2014
exfoliated concrete panels
1070 X 6180 cm

Hoop Pine Suite 
Patterns in nature

How plants develop their individual characteristics, forms, colours, textures, etc is a subject that has been investigated, debated, refuted and revised for aeons.  Magic, God, chemistry and biology have all had their part to play in humans understanding and theorising on the nature of nature.  Even in our current age of 'thinking we know everything that is to be known' there are still great gaps in our theories and mysteries that continue to elude and baffle us.  We now understand much of how certain chemicals produce certain phenomenon, hereditary resemblance, and selective breeding, of how gravity, radiation, environmental stress and species interaction effect the behaviour and development of plants and animals.  We have many answers to the question of how things happen, when things happen and what things are - but almost no understanding of why things are.

Mechanists and Materialists raise their glasses to tiny strands of DNA or Deoxyribonucleic acid with the faith that these protein switches (acting like a computer program) control the destiny of all living things.  Vitalists, Dualists and proponents of Emergent Properties and Emergent Systems accept the role of DNA in mutation, variation and evolution but suggest other environmental forces are at play in the realisation of actual form.  Creationists and believers in numerous religious faiths see the form and nature of all things as being the results of intervention of a pre-existent being. 

The list of variations, combinations and degrees of adherence to any one of these and many other philosophies engaged in this debate is endless but one thing almost all of these theories have in common is a belief that the development of living things in not a random process but a relatively predictable process with a foundation that can be described using mathematics. 

Informed by research and my personal experience of the world I have my own evolving theories on the nature of nature and how things are, where they are going, and why they are.  These opinions and speculations are the source and inspiration for what I create, they colour my world and provide me with a foundation from which I might formulate more ideas and theories.  I use mathematics, patterns and structures as a starting point for much of my work as I believe it is an essential ingredient in all things (or at least all physical things).

Most often the patterns I make are not derived from any conscious mimicking of the appearance of a pre-existing thing.  They are more akin to an amalgam of all my experiences and observations; a distillation of a life time’s interaction with the world realised into a particular moment in time.
 
For the purposes of this commission I was asked to consider and relate the work to the native flora of Queensland or Australia.  This posed an interesting challenge which drew me in a number of directions some fruitful others frustrating.  In addition to this there was the added challenge of producing concepts for three works of a very different nature; a surface treatment, a planar/surface work and a work in 3 dimensions. 

I am less interested in reproducing the appearance of nature than trying to distil the essence of something and present it in a more universal way.  As a starting point I chose to research species that are (or were once) endemic not only to Queensland but to the dry Eucalyptus forest region around Mt Gravatt.  From here the objective was to devise a pattern or motif that represented aspects of the chosen species.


● WHAT IS REQUIRED:
All that is needed is every line of the listing below that has "Enviar".

####################

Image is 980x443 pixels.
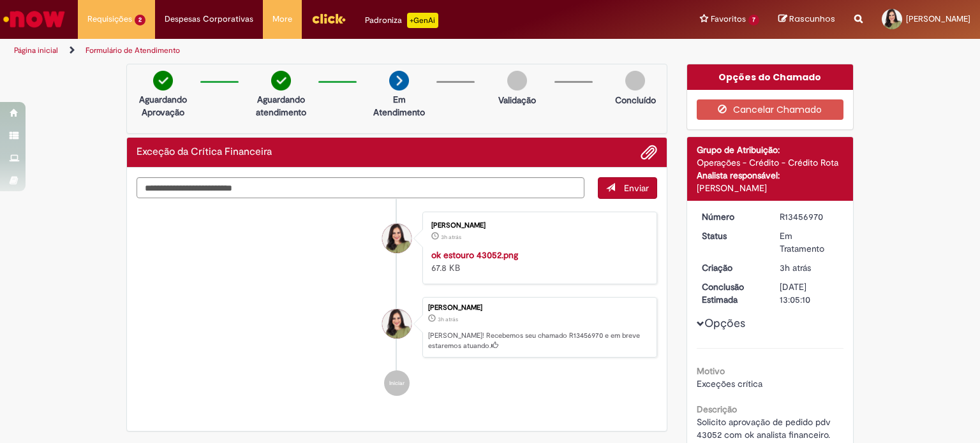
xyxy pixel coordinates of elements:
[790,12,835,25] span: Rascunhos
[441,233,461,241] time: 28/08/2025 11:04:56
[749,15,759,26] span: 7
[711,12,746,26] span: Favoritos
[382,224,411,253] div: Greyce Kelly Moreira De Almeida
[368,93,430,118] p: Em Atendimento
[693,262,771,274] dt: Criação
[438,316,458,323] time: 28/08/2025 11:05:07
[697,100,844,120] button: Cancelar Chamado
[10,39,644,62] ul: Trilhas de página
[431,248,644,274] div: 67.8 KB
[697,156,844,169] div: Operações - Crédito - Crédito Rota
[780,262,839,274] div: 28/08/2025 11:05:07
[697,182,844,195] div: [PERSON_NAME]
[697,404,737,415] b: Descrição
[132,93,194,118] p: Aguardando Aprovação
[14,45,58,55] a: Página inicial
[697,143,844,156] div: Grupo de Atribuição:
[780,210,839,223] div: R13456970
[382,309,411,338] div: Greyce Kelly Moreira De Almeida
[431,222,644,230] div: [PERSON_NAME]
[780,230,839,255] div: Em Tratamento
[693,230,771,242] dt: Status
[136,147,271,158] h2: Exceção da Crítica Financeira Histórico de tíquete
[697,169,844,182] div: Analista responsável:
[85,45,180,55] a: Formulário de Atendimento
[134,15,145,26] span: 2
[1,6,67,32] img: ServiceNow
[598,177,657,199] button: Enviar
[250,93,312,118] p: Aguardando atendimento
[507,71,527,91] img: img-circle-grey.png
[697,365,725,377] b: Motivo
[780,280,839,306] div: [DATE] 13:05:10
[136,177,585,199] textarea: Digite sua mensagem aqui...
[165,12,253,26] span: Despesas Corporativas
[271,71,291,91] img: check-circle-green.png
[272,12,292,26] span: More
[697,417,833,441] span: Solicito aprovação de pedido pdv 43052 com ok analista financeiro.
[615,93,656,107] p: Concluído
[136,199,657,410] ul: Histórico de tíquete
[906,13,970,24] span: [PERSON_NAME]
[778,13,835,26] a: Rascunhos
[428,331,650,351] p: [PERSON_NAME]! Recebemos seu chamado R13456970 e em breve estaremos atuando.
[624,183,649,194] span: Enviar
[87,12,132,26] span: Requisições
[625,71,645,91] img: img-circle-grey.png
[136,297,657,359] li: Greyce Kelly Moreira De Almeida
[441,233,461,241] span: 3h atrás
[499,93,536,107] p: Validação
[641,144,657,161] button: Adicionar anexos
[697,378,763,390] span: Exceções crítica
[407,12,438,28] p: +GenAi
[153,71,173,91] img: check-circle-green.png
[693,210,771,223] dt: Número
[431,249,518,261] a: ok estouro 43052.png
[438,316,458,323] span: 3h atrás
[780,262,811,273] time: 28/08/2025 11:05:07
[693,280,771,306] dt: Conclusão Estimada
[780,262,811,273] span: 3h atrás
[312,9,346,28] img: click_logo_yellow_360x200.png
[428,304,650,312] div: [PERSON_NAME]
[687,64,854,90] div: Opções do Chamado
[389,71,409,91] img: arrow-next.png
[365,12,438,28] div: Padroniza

####################

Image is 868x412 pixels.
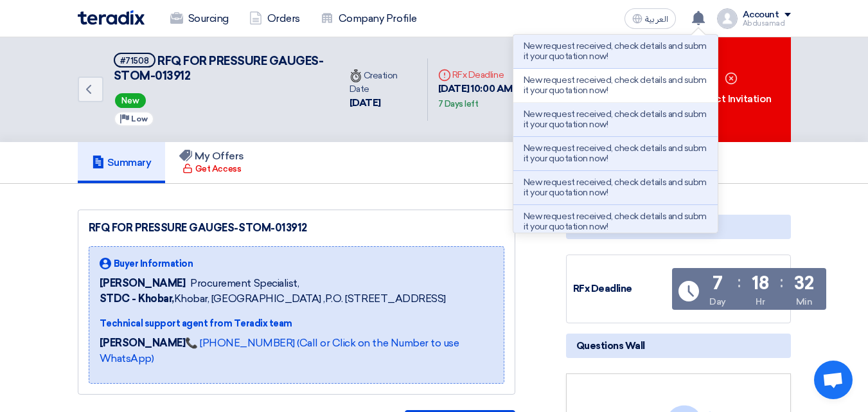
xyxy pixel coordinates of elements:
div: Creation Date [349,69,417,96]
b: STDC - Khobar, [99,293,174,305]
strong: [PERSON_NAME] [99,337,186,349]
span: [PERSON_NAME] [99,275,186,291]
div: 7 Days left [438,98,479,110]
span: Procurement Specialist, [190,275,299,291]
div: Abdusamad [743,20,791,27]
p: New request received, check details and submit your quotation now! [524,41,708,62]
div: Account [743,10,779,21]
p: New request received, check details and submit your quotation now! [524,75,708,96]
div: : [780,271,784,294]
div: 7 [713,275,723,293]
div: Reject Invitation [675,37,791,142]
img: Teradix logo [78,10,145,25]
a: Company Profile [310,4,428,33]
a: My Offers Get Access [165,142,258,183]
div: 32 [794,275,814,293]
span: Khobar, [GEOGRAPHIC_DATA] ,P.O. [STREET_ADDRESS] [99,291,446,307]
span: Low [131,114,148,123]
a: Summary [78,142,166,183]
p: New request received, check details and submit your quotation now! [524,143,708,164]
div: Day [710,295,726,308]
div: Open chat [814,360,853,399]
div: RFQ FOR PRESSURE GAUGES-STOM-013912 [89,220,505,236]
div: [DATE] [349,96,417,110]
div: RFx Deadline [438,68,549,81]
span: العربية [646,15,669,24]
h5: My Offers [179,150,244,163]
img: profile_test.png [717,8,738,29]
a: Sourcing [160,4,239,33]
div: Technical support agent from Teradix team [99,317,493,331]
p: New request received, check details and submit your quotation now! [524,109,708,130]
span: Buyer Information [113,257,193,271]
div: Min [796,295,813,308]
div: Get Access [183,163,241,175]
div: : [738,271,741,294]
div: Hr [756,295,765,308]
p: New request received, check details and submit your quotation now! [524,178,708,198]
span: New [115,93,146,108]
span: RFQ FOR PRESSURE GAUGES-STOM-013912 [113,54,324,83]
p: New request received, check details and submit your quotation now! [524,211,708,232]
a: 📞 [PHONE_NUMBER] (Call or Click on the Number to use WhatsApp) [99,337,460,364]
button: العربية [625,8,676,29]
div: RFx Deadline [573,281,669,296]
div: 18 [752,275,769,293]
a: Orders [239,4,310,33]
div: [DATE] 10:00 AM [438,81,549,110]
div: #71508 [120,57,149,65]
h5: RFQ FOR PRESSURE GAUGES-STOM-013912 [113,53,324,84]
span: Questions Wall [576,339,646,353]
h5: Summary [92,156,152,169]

####################

● SOLUTION:
[598,177,657,199] button: Enviar
[624,183,649,194] span: Enviar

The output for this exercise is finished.